Employee can be fired for behavior during mediation

In Benes v. A.B. Data, Ltd., 2013 WL 3838112 (7th Cir. 2013), the plaintiff filed a Title VII claim against his then current employer alleging sex discrimination. During the mediation, at a point where the mediator had the parties in separate rooms, the plaintiff, without permission from the mediator, stormed into the defendant’s room and stated loudly “You can take your proposal and shove it up your ass and fire me and I’ll see you in court.” Within an hour, as Judge Easterbrook slyly put it, the defendant accepted the plaintiff’s counterproposal and fired him. Plaintiff then abandoned his claim of sex discrimination and instead argued that the firing due to his mediation conduct was an unlawful retaliation for his bringing a Title VII action.

The Seventh Circuit upheld the dismissal of this claim because Title VII only bars retaliation for the act of filing a claim, and the plaintiff was fired for misconduct during a mediation.

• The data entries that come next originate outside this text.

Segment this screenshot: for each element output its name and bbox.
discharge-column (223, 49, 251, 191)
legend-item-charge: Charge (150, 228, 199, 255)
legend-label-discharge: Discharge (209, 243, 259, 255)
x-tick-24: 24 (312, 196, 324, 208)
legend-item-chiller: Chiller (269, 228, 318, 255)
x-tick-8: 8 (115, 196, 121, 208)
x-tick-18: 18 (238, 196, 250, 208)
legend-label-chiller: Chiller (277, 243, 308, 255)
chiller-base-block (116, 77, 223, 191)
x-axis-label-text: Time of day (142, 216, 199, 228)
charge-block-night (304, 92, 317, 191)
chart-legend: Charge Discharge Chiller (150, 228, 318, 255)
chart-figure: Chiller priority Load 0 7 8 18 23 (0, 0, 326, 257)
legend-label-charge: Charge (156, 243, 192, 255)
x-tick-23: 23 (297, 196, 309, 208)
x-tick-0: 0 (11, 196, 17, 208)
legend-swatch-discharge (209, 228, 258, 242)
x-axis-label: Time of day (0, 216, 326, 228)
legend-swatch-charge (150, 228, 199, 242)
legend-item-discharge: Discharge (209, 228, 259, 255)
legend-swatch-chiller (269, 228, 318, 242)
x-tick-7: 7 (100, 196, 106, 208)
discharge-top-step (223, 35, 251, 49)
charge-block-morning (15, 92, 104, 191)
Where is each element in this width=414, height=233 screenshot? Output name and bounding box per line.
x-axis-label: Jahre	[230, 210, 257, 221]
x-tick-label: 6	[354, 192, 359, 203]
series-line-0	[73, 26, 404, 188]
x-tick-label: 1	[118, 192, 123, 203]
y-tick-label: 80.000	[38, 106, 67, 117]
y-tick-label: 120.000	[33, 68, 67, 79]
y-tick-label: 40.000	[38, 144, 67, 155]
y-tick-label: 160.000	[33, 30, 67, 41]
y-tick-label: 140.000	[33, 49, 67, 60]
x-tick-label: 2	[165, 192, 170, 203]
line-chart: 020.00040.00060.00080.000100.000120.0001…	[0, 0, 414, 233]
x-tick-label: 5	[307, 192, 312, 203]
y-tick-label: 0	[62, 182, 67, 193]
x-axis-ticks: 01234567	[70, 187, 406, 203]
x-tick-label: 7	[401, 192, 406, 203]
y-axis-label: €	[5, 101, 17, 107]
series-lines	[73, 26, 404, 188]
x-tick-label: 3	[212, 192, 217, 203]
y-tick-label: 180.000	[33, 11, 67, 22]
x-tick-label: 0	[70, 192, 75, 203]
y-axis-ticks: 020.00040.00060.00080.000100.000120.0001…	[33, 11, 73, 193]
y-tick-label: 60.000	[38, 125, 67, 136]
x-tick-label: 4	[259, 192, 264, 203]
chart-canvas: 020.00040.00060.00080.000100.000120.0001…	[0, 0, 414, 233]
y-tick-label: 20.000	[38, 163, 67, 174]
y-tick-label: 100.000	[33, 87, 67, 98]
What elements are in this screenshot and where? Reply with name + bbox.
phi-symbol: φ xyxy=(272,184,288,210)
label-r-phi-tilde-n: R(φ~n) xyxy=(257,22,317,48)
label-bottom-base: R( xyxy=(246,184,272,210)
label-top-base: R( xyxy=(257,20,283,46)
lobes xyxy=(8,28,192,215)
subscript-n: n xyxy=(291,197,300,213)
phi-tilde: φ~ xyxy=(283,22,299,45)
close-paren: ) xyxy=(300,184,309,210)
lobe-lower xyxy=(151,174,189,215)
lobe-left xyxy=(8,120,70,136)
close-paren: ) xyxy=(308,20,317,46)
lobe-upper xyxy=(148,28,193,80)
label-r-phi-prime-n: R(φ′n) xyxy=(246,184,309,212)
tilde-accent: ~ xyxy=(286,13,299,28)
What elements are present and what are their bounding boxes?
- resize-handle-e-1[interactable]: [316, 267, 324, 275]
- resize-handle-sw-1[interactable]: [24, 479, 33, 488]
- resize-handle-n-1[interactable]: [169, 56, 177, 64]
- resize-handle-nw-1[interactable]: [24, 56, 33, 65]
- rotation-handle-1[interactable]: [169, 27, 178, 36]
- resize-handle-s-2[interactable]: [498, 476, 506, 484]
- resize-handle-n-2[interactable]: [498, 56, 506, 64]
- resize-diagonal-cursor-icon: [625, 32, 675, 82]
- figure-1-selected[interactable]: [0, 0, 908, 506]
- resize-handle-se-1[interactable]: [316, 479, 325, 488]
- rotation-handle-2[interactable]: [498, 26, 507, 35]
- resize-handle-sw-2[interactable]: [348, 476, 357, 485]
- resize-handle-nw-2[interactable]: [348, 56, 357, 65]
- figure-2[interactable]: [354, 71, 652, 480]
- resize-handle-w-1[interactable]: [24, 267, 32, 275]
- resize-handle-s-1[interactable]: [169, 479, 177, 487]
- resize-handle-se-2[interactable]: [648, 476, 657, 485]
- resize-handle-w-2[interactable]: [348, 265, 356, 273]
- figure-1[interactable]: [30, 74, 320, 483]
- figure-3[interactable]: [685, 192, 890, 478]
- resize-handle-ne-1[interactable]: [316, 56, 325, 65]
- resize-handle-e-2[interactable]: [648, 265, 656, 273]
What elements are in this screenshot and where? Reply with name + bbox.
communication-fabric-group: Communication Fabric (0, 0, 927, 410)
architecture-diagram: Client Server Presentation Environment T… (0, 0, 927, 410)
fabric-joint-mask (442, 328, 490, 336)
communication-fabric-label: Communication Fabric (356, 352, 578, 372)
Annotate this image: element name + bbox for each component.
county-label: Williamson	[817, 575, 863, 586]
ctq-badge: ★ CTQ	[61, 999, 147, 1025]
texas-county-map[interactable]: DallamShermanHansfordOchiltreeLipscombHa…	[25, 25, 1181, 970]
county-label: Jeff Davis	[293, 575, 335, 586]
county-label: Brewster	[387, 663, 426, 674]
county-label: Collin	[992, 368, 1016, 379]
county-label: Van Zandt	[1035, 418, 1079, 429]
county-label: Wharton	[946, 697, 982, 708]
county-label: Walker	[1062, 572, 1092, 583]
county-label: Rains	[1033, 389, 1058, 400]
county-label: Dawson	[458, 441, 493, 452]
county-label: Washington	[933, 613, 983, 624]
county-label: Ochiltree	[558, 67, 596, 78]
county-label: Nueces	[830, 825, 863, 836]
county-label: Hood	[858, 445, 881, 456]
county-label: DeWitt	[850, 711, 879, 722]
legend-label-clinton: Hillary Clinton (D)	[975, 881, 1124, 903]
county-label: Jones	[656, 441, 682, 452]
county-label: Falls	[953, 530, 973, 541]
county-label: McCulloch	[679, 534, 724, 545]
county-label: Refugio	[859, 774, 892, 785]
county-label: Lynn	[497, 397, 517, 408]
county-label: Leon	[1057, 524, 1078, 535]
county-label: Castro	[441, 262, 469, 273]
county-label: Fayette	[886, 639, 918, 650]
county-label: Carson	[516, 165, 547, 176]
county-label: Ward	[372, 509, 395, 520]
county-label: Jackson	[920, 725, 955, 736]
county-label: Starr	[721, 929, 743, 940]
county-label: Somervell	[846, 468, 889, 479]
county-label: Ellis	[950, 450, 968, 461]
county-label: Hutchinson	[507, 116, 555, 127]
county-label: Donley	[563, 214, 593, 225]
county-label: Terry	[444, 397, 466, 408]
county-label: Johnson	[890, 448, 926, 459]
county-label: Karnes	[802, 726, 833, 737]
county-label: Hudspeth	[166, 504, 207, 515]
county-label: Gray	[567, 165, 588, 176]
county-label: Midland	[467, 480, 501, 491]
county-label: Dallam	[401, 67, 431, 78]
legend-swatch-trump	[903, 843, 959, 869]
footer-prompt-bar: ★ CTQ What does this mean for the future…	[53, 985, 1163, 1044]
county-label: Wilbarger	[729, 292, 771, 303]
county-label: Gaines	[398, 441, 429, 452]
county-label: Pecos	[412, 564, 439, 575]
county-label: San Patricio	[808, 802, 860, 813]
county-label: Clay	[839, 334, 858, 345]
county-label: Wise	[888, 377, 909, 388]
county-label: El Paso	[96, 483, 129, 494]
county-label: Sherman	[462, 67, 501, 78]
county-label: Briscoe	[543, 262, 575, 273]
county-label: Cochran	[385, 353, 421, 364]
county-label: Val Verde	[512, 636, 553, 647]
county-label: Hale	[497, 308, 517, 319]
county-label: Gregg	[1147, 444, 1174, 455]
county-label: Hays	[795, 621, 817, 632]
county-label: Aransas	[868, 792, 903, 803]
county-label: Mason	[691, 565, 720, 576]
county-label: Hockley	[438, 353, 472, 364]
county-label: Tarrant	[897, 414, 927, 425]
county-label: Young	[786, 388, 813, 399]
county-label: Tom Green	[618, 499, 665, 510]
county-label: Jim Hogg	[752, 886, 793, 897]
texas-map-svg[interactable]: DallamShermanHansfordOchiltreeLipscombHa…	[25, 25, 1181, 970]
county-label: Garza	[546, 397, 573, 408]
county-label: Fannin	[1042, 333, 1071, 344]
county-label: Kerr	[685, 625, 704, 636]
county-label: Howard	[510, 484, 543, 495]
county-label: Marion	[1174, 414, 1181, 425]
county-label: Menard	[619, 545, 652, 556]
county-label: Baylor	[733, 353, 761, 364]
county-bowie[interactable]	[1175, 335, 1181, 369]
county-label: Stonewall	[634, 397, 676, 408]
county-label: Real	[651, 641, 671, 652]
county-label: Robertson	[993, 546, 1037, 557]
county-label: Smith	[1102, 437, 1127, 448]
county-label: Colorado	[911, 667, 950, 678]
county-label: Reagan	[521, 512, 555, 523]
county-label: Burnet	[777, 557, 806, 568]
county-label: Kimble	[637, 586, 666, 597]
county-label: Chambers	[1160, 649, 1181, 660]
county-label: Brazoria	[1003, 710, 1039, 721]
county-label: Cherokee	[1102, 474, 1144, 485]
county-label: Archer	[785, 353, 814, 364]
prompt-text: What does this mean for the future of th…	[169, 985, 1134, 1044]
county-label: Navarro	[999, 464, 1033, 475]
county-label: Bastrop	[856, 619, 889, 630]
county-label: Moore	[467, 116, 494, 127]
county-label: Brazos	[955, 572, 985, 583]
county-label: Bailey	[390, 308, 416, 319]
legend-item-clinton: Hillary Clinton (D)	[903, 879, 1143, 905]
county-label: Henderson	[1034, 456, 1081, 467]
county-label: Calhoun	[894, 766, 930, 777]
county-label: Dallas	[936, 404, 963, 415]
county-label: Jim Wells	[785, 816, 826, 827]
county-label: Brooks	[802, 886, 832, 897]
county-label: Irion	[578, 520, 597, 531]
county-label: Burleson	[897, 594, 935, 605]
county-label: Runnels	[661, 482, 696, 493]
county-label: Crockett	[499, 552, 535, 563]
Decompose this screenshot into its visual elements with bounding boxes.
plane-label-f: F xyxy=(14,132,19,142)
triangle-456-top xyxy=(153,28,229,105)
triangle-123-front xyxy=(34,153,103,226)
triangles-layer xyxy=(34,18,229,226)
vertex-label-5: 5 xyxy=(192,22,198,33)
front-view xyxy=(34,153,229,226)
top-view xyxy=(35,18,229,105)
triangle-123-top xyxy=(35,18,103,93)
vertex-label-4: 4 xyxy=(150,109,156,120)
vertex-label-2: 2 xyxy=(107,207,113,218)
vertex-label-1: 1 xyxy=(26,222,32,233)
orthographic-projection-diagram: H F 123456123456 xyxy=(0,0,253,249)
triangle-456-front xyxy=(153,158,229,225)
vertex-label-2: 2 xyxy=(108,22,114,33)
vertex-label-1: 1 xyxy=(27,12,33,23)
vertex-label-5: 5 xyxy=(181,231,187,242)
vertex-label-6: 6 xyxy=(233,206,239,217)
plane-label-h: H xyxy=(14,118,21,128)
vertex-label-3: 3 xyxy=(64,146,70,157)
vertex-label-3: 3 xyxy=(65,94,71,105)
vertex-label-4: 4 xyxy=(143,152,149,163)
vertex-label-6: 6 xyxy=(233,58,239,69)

The court noted that the plaintiff could surely be fired if he assaulted the defendant’s representatives during the mediation, and his misconduct (going into the other side’s room without the mediator’s permission), while less serious, was nonetheless a clear breach of mediation protocols. The plaintiff was therefore lawfully fired for misconduct, not for the act of bringing a Title VII claim. The court also noted from a policy standpoint that allowing an employer to fire an employee for this kind of misconduct would not deter any reasonable person from pursuing a Title VII claim.